Everett Port Director John Mohr said Columbia Falls told him not to expect another ore ship this year. While the five-acre alumina dome is a large chunk of the total tonnage through the port, Mohr said that doesn't equal a comparable financial hit.

"Boat cargoes typically aren't real high revenue cargoes," Mohr said. "Alumina is not a huge chunk of our business, but it's not small. It means we will have another $300,000 to account for in terms of what the impacts are on our part."

In the last decade, the port has been diversifying, moving away from logs and wood products, another staple that is in decline, Mohr said.

"We were transitioning away from that;" he said, and alumina was part of the diversification.

Boeing's specialized aircraft parts are an increasing share of the port's import business. And last July, Everett entered the trans-Pacific trade when the North Pacific Steamship Corp. began running two 1,100 container-ton ships exclusively between Kobe, Japan, and Everett.

The port, with eight berths on 100 acres, also operates a 4,000-ton refrigerated warehouse and handles agricultural products, including apples, pears, potatoes and frozen beef and poultry.

The alumina dome, meanwhile, remains filled with ore that isn't going anywhere right now.
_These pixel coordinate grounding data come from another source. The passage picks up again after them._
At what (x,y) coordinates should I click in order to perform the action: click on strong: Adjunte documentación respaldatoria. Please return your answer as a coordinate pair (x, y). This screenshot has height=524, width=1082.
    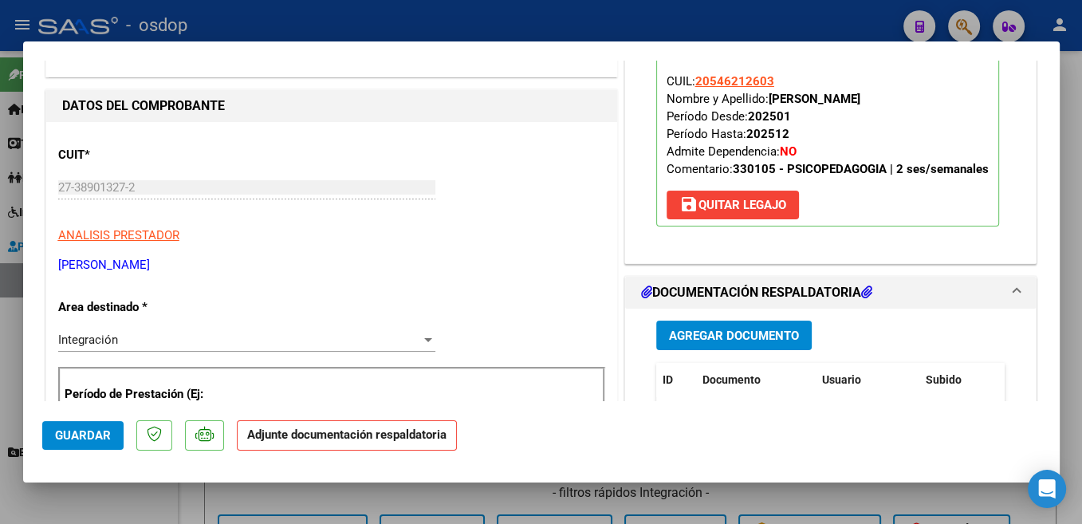
    Looking at the image, I should click on (347, 435).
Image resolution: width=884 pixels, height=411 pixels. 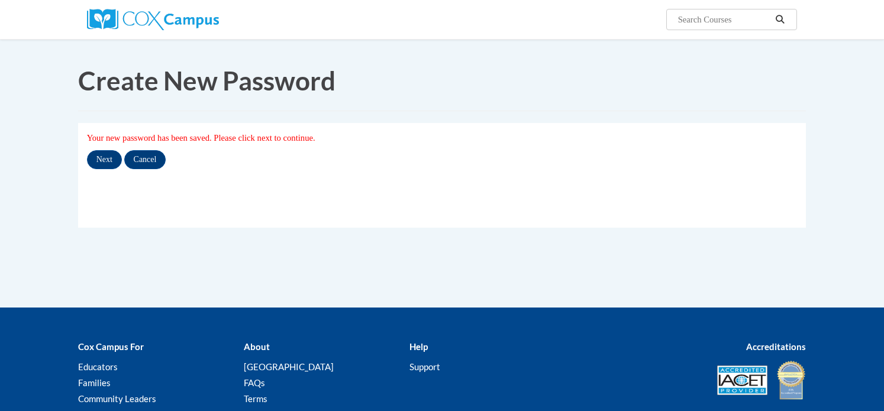 What do you see at coordinates (145, 160) in the screenshot?
I see `input: Cancel` at bounding box center [145, 160].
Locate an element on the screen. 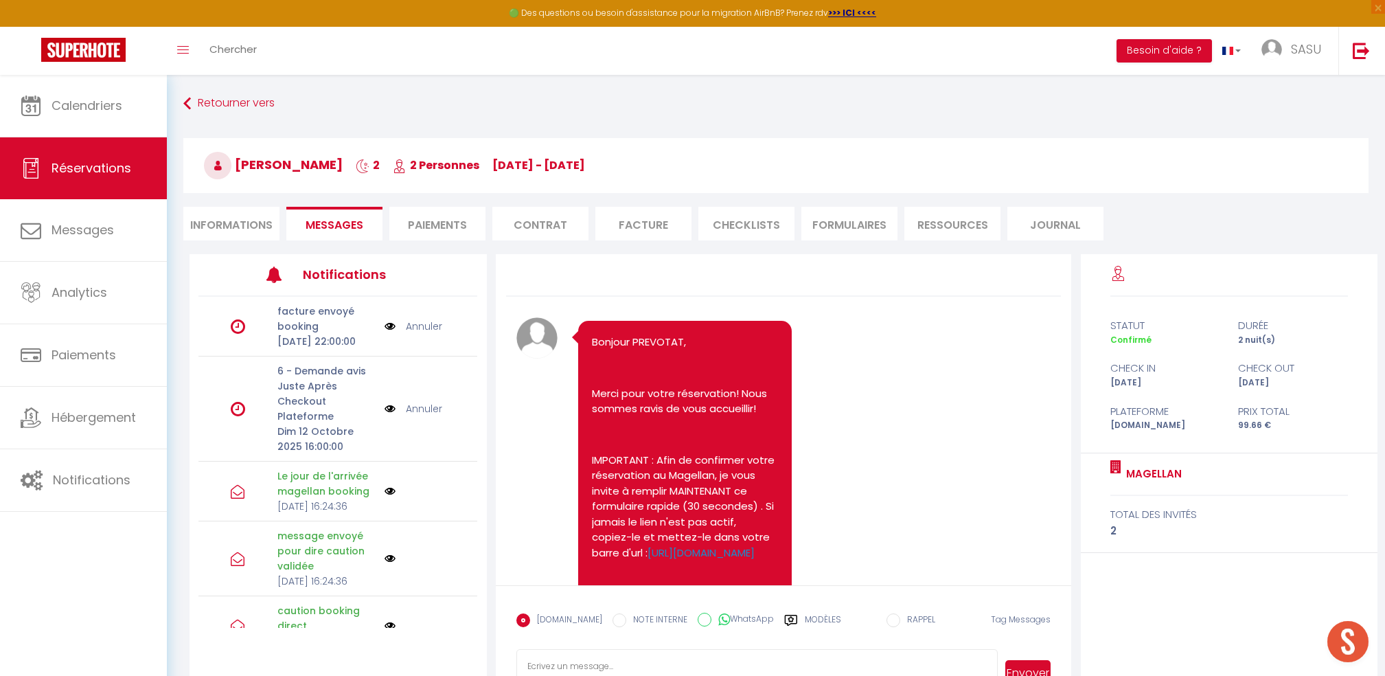 This screenshot has width=1385, height=676. div: check out is located at coordinates (1293, 368).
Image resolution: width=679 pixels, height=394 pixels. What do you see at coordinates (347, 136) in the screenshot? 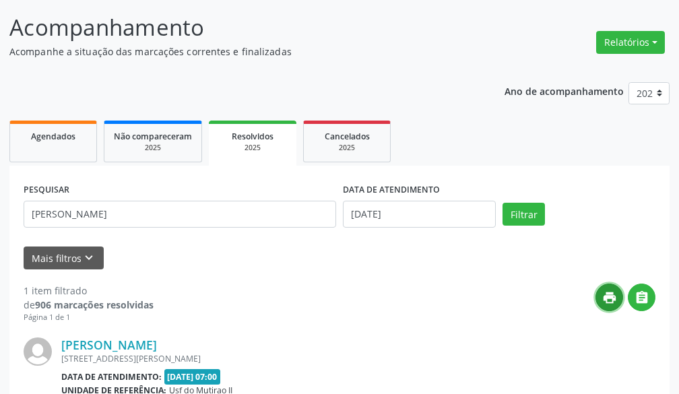
I see `span: Cancelados` at bounding box center [347, 136].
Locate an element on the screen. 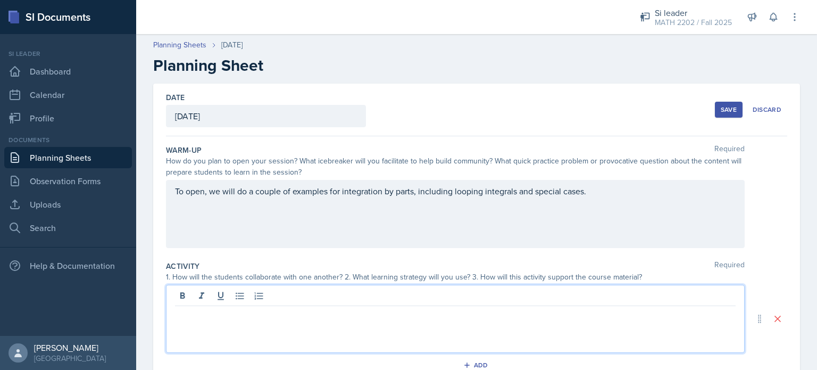 The width and height of the screenshot is (817, 370). a: Search is located at coordinates (68, 228).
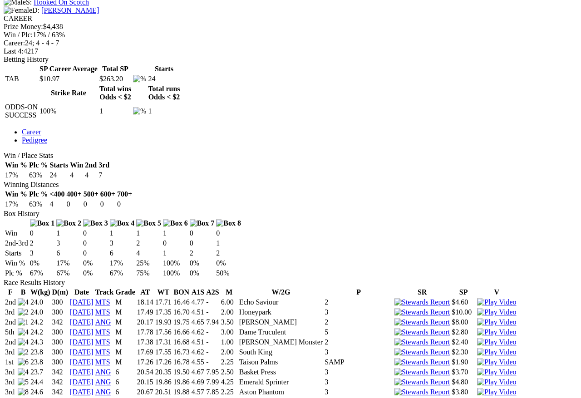 This screenshot has height=398, width=581. What do you see at coordinates (42, 273) in the screenshot?
I see `td: 67%` at bounding box center [42, 273].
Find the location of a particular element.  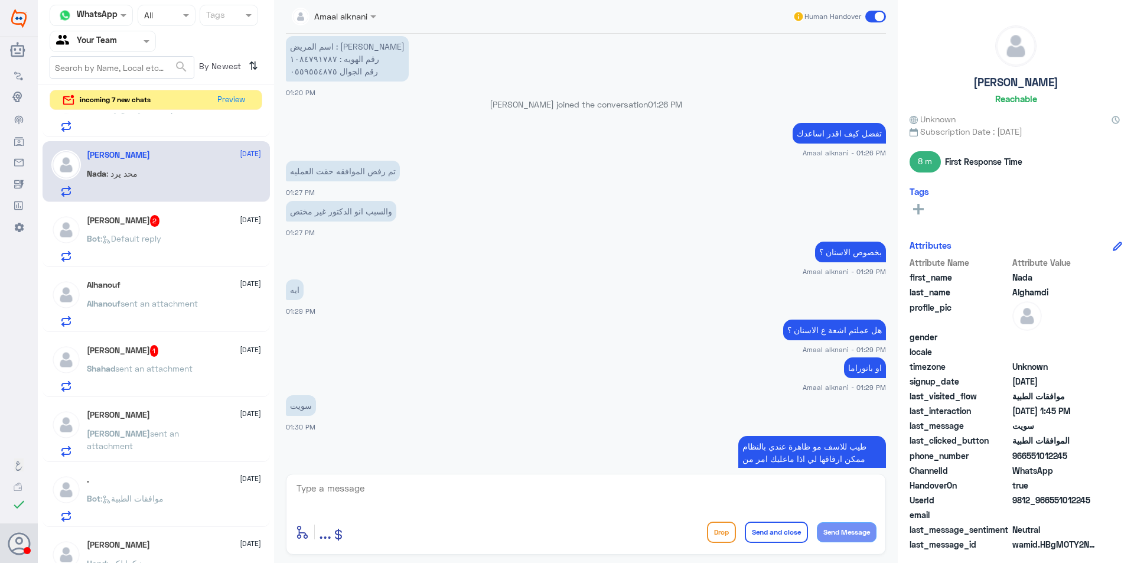

button: Send and close is located at coordinates (776, 532).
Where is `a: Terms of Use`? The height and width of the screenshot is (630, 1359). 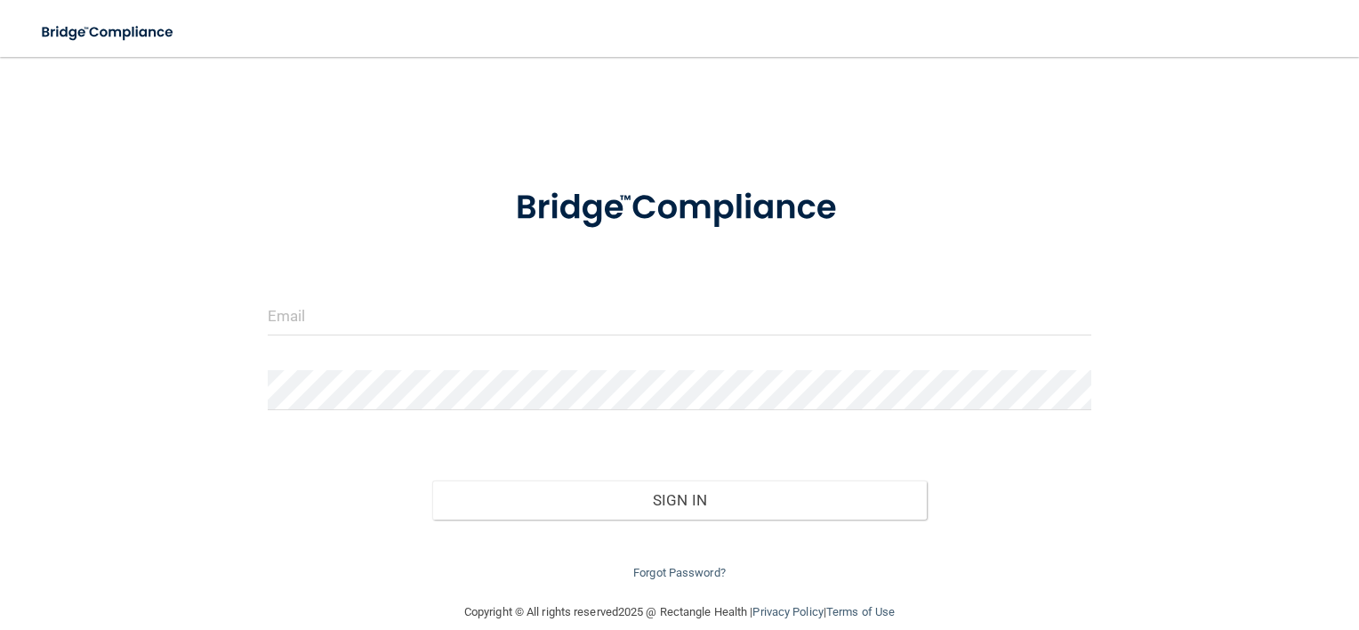
a: Terms of Use is located at coordinates (860, 611).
Finding a new tenant is a ways off, Mohr said.

"The entire Northwest aluminum industry is decimated," said Tom Payne, Columbia Falls Aluminum Corp's plant manager.

The only raw material used in aluminum production that is found in the Northwest is the cheap electricity once used to smelt ore brought in from around the world.

The Northwest is home to 10 -- nearly half -- of the nation's 23 aluminum plants, but with nine plants shut down because of high energy costs, as many as 8,000 workers are idled in Montana Oregon and Washington.

For each of those workers, there are likely three others who are not employed in an allied or aluminum-making service industry, Payne said.

The shutdowns are "a huge loss to the Pacific Northwest of good paying jobs, and there is the specter that they may not start again," he said.

And since the industry was located here in part due to cheap power and availability, it now faces the possibility of going the way of the long-dead steel-mills that once comprised the East Coast and Midwestern "rust belt."

Since no significant power generating sources have been built for 10 years, older industries like aluminum are competing for power that is increasingly drained by the modern information sector, notably by Internet service providers, Payne said.

"Server farms are huge users, using 30 to 40 megawatts of power each," he said, as much as the University of Washington uses, or a small steel mill like Seattle's Birmingham Steel.

The competition could grow more intense, and ruinous, with 24 new server farms being proposed for the Northwest, capable of drawing close to 700 megawatts -- more than half Seattle's average use, he said.

In the meantime, all Columbia Falls and Everett can do is try to limit the effects of the energy crisis. Columbia Falls will use the downtime to make some maintenance improvements and do capital projects.

It will pay all its workers through the rest of the year based upon a contract with the Bonneville Power Administration.

Part of the contract, renegotiated in 1995, allows Columbia Falls, Kaiser Aluminum and Golden Northwest Aluminum to resell electricity they purchased, using some of the revenue to cover continued pay and benefits for plant employees.

"We're strictly dependent on energy prices," Payne said. "If they are reasonable next January, then we will restart. If they are not reasonable, we won't."